How 3D Scans Turn Into Paintings
Why It Matters
By merging 3D scanning with traditional painting, artists gain unprecedented control over composition and lighting, reshaping creative workflows and opening new market opportunities for hybrid digital‑physical art.
Key Takeaways
- •Artist starts with physical sketches, scans them into virtual reality.
- •Digital dioramas let him build complex landscapes impossible a decade ago.
- •3D scans enable precise lighting and composition for plein‑air paintings.
- •Printed photos from virtual scenes become reference for final artwork.
- •Fusion of sculpture and painting challenges traditional landscape conventions.
Summary
The video follows an artist who begins with small physical sculptures or sketches, scans them, and brings them into a virtual reality environment to serve as the foundation for a painting.
Using the scanned models, he constructs a “digital diorama,” a fully manipulable 3D scene where every twig, leaf, and animal can be positioned and lit with precision—something that was impractical before recent advances in 3D scanning and rendering.
He captures a still from this virtual landscape, prints it, and then paints over the reference, noting that “we think we know what a landscape should look… all of the components are handmade and strange.” The process blurs the line between still‑life and landscape.
This workflow expands artistic possibilities, allowing creators to prototype complex environments quickly, experiment with lighting, and merge sculptural and painterly techniques, signaling a shift toward hybrid digital‑physical art practices.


• [Problem description]: Check each line of the records below and collect those holding "generated".

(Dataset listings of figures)
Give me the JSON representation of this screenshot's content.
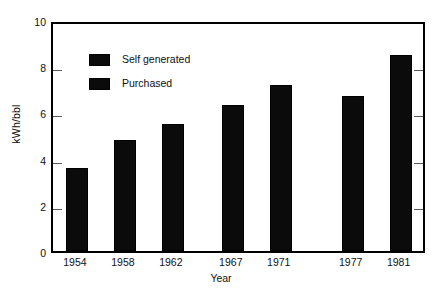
{
  "chart_data": {
    "type": "bar",
    "title": "",
    "subtitle": "",
    "xlabel": "Year",
    "ylabel": "kWh/bbl",
    "categories": [
      "1954",
      "1958",
      "1962",
      "1967",
      "1971",
      "1977",
      "1981"
    ],
    "values": [
      3.6,
      4.8,
      5.5,
      6.3,
      7.2,
      6.7,
      8.5
    ],
    "series": [
      {
        "name": "Self generated",
        "values": [
          3.6,
          4.8,
          5.5,
          6.3,
          7.2,
          6.7,
          8.5
        ]
      }
    ],
    "ylim": [
      0,
      10
    ],
    "yticks": [
      0,
      2,
      4,
      6,
      8,
      10
    ],
    "ytick_labels": [
      "0",
      "2",
      "4",
      "6",
      "8",
      "10"
    ],
    "grid": false,
    "legend_position": "upper-left-inside",
    "legend": [
      "Self generated",
      "Purchased"
    ],
    "bar_color": "#0b0b0b",
    "frame_color": "#000000",
    "background_color": "#ffffff",
    "annotations": []
  },
  "axes": {
    "y": {
      "title": "kWh/bbl",
      "ticks": [
        {
          "label": "10",
          "value": 10
        },
        {
          "label": "8",
          "value": 8
        },
        {
          "label": "6",
          "value": 6
        },
        {
          "label": "4",
          "value": 4
        },
        {
          "label": "2",
          "value": 2
        },
        {
          "label": "0",
          "value": 0
        }
      ]
    },
    "x": {
      "title": "Year",
      "ticks": [
        {
          "label": "1954",
          "value": 1954
        },
        {
          "label": "1958",
          "value": 1958
        },
        {
          "label": "1962",
          "value": 1962
        },
        {
          "label": "1967",
          "value": 1967
        },
        {
          "label": "1971",
          "value": 1971
        },
        {
          "label": "1977",
          "value": 1977
        },
        {
          "label": "1981",
          "value": 1981
        }
      ]
    }
  },
  "legend": {
    "items": [
      {
        "label": "Self generated",
        "color": "#0b0b0b"
      },
      {
        "label": "Purchased",
        "color": "#0b0b0b"
      }
    ]
  }
}
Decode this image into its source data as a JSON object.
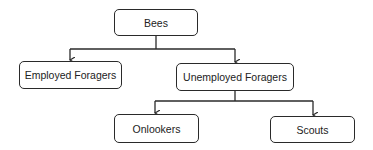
{
  "diagram": {
    "type": "tree",
    "nodes": {
      "root": {
        "label": "Bees"
      },
      "employed": {
        "label": "Employed Foragers"
      },
      "unemployed": {
        "label": "Unemployed Foragers"
      },
      "onlookers": {
        "label": "Onlookers"
      },
      "scouts": {
        "label": "Scouts"
      }
    },
    "edges": [
      {
        "from": "Bees",
        "to": "Employed Foragers"
      },
      {
        "from": "Bees",
        "to": "Unemployed Foragers"
      },
      {
        "from": "Unemployed Foragers",
        "to": "Onlookers"
      },
      {
        "from": "Unemployed Foragers",
        "to": "Scouts"
      }
    ],
    "colors": {
      "stroke": "#2a2a2a",
      "background": "#ffffff",
      "text": "#222222"
    }
  }
}
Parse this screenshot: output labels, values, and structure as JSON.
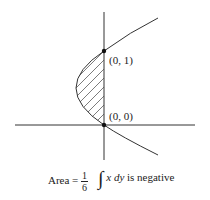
{
  "figure": {
    "points": [
      {
        "label": "(0, 1)",
        "x": 104,
        "y": 51
      },
      {
        "label": "(0, 0)",
        "x": 104,
        "y": 125
      }
    ],
    "curve": "parabola x = y^2 - y opening right",
    "shaded_region": "between curve and y-axis from y=0 to y=1 (hatched)"
  },
  "captions": {
    "area_prefix": "Area =",
    "area_num": "1",
    "area_den": "6",
    "integral_symbol": "∫",
    "integral_x": "x",
    "integral_dy": "dy",
    "integral_suffix": "is negative"
  },
  "colors": {
    "line": "#333333",
    "hatch": "#444444"
  }
}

• [Result]:
        "name": "Self generated",
      "Self generated",
        "label": "Self generated",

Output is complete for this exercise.